Selective condemnation
One has to remind oneself that there is a plethora of far more plausible genocides with a greater call on SA’s compassion. The cleansing of Christians and animists by Muslim militias in the Sudan; the slaughter, displacement and kidnapping of Christians in the Sahel region; and the Gukurahundi genocide of the Matabele in Zimbabwe in 1987, all prompted no action from our intermittently moral government.
Rather than concern for the Palestinian street, it seems likely that the SA case in the ICJ forms part of a grand geopolitical strategy hatched in Tehran. Israel’s “frenzied response” to the moves by the ICJ and ICC should thus be seen not as the hectoring rhetoric of a rogue state. Rather, it is the fury of a state committed above all to the international order — an order that gave it birth — and yet that finds that order manipulated against it.
The true threat is the abuse of the international system to accuse Israel (of all states) of genocide in relation to an unavoidable war thrust upon it, and one that it is attempting to conduct as morally as possible. Israel may ultimately be vindicated in the ICJ, but that will be many years hence; meanwhile, the wilful misunderstandings and distortions of what the court’s provisional measures actually state have already isolated the country in the court of world opinion.
This hijacking of the international order is an argument against adherence to the whole project.
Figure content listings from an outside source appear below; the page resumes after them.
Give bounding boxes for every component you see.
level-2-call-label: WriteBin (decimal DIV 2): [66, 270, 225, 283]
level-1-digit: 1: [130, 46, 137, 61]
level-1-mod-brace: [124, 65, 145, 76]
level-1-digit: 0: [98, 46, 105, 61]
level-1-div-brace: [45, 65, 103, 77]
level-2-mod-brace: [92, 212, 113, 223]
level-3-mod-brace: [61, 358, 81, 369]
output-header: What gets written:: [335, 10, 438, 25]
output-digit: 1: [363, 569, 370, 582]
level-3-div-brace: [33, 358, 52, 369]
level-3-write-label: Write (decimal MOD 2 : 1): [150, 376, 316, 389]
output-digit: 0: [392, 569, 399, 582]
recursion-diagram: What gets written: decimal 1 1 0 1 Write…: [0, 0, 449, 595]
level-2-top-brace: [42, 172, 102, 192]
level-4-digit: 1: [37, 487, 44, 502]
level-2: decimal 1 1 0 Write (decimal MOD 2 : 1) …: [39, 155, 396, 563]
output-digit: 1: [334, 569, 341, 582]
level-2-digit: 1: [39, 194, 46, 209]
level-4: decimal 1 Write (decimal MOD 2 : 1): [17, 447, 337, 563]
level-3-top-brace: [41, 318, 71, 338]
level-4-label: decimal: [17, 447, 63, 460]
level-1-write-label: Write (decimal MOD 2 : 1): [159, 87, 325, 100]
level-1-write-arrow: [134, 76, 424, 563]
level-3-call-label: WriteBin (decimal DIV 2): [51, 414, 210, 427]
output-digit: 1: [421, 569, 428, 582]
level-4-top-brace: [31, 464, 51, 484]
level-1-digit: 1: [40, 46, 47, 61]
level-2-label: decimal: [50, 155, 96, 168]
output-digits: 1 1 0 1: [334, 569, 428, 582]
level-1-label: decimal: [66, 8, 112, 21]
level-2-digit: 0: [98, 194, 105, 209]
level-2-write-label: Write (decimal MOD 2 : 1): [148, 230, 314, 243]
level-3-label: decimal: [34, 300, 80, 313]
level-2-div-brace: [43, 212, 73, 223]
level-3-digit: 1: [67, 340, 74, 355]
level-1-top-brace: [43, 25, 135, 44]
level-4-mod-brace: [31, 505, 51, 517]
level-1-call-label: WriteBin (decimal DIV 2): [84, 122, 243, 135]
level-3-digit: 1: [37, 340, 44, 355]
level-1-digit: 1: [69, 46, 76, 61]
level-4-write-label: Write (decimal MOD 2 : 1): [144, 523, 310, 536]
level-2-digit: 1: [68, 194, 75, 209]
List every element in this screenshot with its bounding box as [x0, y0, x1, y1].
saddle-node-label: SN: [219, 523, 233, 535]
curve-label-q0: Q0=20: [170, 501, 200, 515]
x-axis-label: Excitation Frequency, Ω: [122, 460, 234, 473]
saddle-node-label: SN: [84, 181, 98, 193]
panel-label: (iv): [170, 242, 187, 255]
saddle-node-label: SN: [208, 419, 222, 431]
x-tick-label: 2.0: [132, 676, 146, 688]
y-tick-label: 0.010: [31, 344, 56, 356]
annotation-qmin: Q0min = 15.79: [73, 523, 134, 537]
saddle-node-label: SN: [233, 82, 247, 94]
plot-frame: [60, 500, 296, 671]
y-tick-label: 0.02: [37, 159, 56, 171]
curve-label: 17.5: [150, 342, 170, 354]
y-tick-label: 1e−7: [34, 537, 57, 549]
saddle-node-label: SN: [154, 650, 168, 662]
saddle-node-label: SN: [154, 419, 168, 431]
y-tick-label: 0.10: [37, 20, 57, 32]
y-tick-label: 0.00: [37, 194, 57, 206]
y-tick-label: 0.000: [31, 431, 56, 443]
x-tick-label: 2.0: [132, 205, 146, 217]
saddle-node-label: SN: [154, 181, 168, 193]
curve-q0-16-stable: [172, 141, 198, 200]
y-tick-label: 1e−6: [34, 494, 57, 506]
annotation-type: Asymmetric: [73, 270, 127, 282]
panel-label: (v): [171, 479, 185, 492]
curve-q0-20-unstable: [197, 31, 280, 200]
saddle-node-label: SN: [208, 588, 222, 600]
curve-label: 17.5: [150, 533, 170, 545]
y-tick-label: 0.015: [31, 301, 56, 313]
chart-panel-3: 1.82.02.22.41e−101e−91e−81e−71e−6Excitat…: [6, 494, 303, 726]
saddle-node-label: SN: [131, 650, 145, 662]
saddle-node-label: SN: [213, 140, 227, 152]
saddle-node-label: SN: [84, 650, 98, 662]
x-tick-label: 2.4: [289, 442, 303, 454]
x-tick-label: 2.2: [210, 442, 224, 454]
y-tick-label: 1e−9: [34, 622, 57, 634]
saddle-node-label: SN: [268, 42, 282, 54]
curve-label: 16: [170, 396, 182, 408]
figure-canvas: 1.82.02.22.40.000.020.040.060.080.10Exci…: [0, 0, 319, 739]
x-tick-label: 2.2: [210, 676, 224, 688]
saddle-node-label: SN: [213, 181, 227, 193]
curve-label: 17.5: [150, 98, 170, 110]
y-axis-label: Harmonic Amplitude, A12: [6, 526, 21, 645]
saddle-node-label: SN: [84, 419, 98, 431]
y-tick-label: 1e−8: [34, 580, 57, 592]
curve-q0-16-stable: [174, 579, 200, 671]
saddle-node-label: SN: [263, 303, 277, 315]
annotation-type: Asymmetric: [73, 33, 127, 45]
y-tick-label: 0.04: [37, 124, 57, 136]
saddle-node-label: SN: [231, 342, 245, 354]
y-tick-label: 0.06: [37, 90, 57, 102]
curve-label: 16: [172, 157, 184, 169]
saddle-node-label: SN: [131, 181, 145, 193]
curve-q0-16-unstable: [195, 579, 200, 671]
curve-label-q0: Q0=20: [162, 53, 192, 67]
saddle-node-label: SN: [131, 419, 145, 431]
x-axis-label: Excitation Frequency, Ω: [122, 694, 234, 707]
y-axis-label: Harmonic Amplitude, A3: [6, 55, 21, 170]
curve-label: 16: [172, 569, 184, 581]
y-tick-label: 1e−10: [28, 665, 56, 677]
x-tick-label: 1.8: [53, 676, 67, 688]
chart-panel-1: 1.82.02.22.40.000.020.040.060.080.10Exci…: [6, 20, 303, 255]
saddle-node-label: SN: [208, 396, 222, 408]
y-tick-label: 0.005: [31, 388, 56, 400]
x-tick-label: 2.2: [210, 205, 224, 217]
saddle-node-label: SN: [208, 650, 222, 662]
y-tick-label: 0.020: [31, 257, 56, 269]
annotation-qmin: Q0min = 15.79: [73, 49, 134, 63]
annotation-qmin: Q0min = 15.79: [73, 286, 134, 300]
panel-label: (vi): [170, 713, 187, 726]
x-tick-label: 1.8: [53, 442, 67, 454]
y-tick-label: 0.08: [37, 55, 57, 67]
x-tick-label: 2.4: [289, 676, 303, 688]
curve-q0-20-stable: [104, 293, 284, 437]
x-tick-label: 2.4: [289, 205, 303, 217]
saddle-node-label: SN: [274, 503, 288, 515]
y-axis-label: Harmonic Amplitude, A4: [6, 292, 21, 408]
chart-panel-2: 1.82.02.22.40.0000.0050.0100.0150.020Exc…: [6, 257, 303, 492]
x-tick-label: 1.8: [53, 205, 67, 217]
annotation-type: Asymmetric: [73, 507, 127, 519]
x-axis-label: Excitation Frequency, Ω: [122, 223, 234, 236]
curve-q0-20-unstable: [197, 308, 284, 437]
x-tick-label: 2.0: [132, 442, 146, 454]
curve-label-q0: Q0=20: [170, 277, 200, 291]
Any state beset by immoral foes that are not signatories to the order, and who in fact wish to bring it down, will read the true message of this war: brutality, torture and intransigence will win the day. Trying to adhere to the international order has now been shown to confer an advantage to one’s enemies.
The recent recognition of the Palestinian “state” by Norway, Ireland and Spain demonstrates another pernicious outcome. By appearing to reward the wholly immoral conduct of Hamas (and its thousands of Palestinian supporters), these actions furnish yet another reason for warring parties to abandon the concept of “rules” for combat.
The real threat to the international order is not Israel’s justified complaints that it is being unfairly singled out, but rather the improper use of international institutions to achieve malign geopolitical aims. In the wake of the Zuma years it should not be necessary to point out to an SA readership that even a national legal system, with all the coercive power of the state behind it, can be hijacked by bad-faith players if the custodians of the system are not vigilant.
The international order, which ultimately relies on being seen to be fair, is even more vulnerable; on present showing, is not passing the test. We should see this for the danger it is.
• Van den Heever, an Anglican lay minister, is a freelance writer.